Side-by-side comparison of AI visibility scores, market position, and capabilities
NYSE-listed accessible beauty brand with $1B+ revenue offering vegan makeup at $5-20 drugstore prices; TikTok-viral "dupe" strategy competing with NYX and prestige brands for Gen Z consumers.
e.l.f. Cosmetics is an accessible luxury beauty brand producing makeup, skincare, and beauty tools at drugstore price points — offering products like primers, foundations, eyeshadow palettes, lip glosses, and SPF moisturizers that are entirely vegan and cruelty-free, at price points of $5-20 that undercut premium brands by 80-90%. Founded in 2004 in Oakland, California by Joseph Shamah and Scott Vincent Borba, e.l.f. is publicly traded on NYSE (NYSE: ELF) and has grown to approximately $1 billion in annual net sales, becoming one of the fastest-growing beauty brands in the US.\n\ne.l.f.'s product development strategy involves "duping" high-end makeup products at a fraction of the cost — the e.l.f. Putty Primer ($10) is a frequent comparison to Tatcha Silk Canvas Primer ($52), the Halo Glow Liquid Filter ($14) competes with Charlotte Tilbury Hollywood Flawless Filter ($46). This dupe culture has made e.l.f. a social media phenomenon, particularly on TikTok where product comparisons and "get the look" content drives viral awareness. The brand's 100% vegan and cruelty-free credentials resonate strongly with Gen Z consumers.\n\nIn 2025, e.l.f. is one of the few beauty brands that has consistently taken market share from both mass and prestige competitors — its "eyes, lips, face" brand promise and the value proposition of luxury quality at drugstore prices has driven growth even as overall beauty market growth moderates. e.l.f. competes with NYX (L'Oréal), Wet n Wild, and Maybelline in accessible makeup, and with Rare Beauty, Too Faced, and Urban Decay in the prestige-adjacent segment. The 2025 strategy focuses on skincare expansion (a higher-growth category with better margins than color cosmetics), international expansion (UK, Canada, and European markets where brand awareness is growing), and maintaining the digital-native marketing approach that has built its Gen Z audience.
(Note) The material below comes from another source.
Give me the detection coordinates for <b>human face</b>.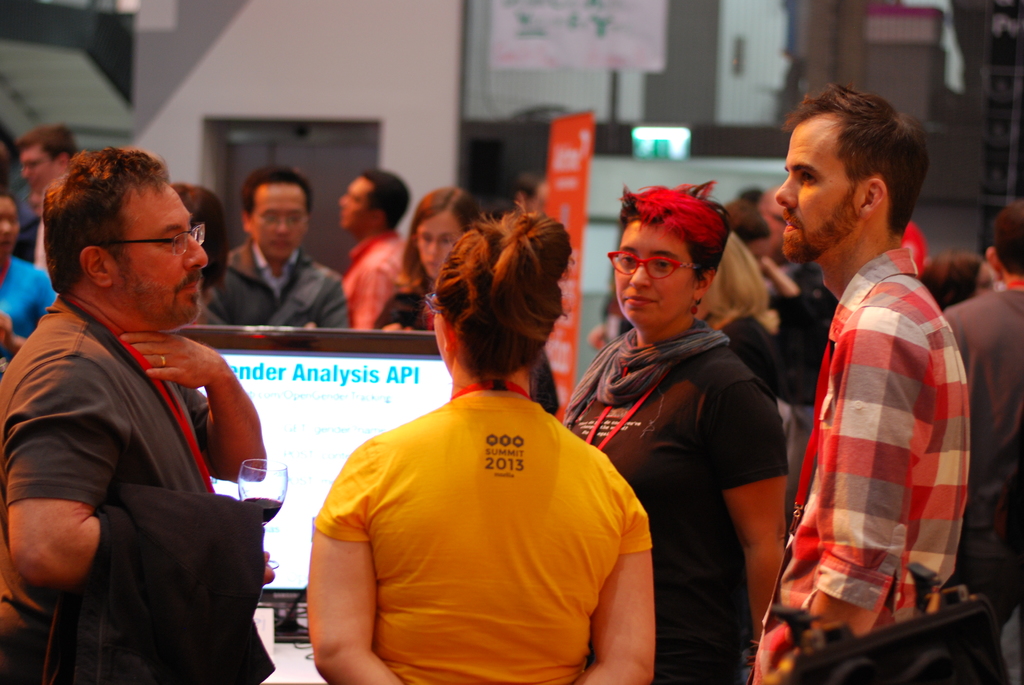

Paris global luxury conglomerate (EPA: MC) at ~€84.7B 2024 revenue; 75+ brands (Louis Vuitton, Dior, Hennessy, Sephora), named preferred buyer for Giorgio Armani (€10B+) after founder's Sept 2025 death, competing with Kering and Hermès.
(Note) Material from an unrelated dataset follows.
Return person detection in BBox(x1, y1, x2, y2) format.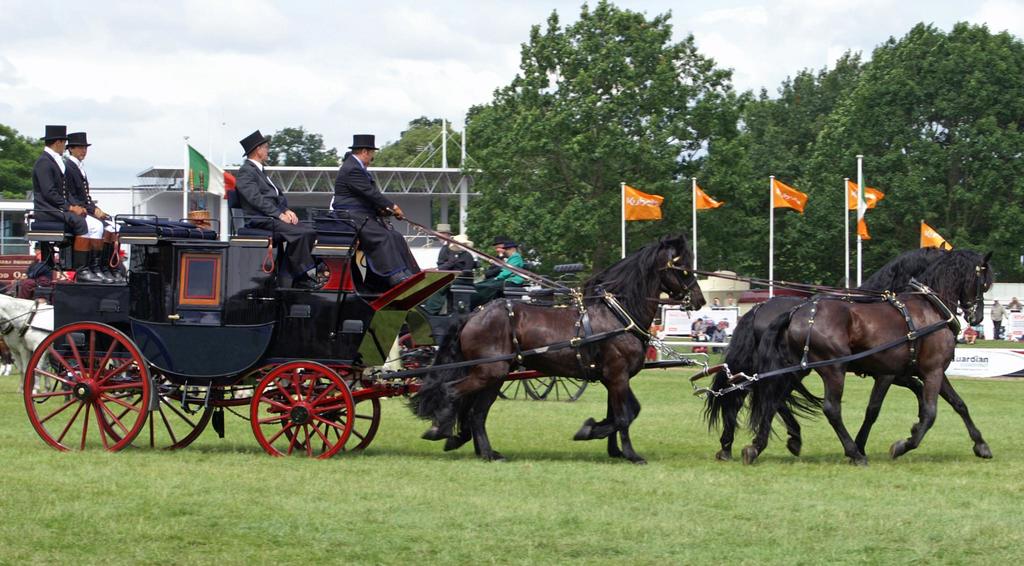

LVMH Moët Hennessy Louis Vuitton SE is a Paris, France-based global luxury goods conglomerate — publicly traded on Euronext Paris (EPA: MC) and the world's largest luxury company by revenue — owning and managing 75+ prestige brands across Fashion & Leather Goods, Wines & Spirits, Perfumes & Cosmetics, Watches & Jewelry, and Selective Retailing through approximately 213,000 employees serving luxury consumers across 6 continents. LVMH's flagship brands include Louis Vuitton (the world's most valuable luxury brand), Christian Dior Couture, Moët & Chandon, Dom Pérignon, Hennessy cognac, Givenchy, Celine, Fendi, Bulgari, TAG Heuer, Hublot, Sephora, and DFS. In fiscal year 2024, LVMH reported revenue of approximately €84.7 billion, with the Fashion & Leather Goods segment (Louis Vuitton and Dior, ~40% of revenue) demonstrating resilience in a challenging global luxury environment characterized by post-pandemic demand normalization, Chinese luxury consumer caution, and currency headwinds. CEO and Chairman Bernard Arnault — the world's wealthiest individual — has built LVMH through decades of acquisitions of trophy luxury brands. LVMH's most significant strategic development for 2025-2026 is the preferred buyer designation for Giorgio Armani following the Italian fashion designer's death in September 2025 — with LVMH named in Armani's will as the preferred acquirer of the €10B+ Armani Group, with an initial 15% purchase within 18 months potentially leading to a full acquisition of one of the world's last independent luxury fashion houses.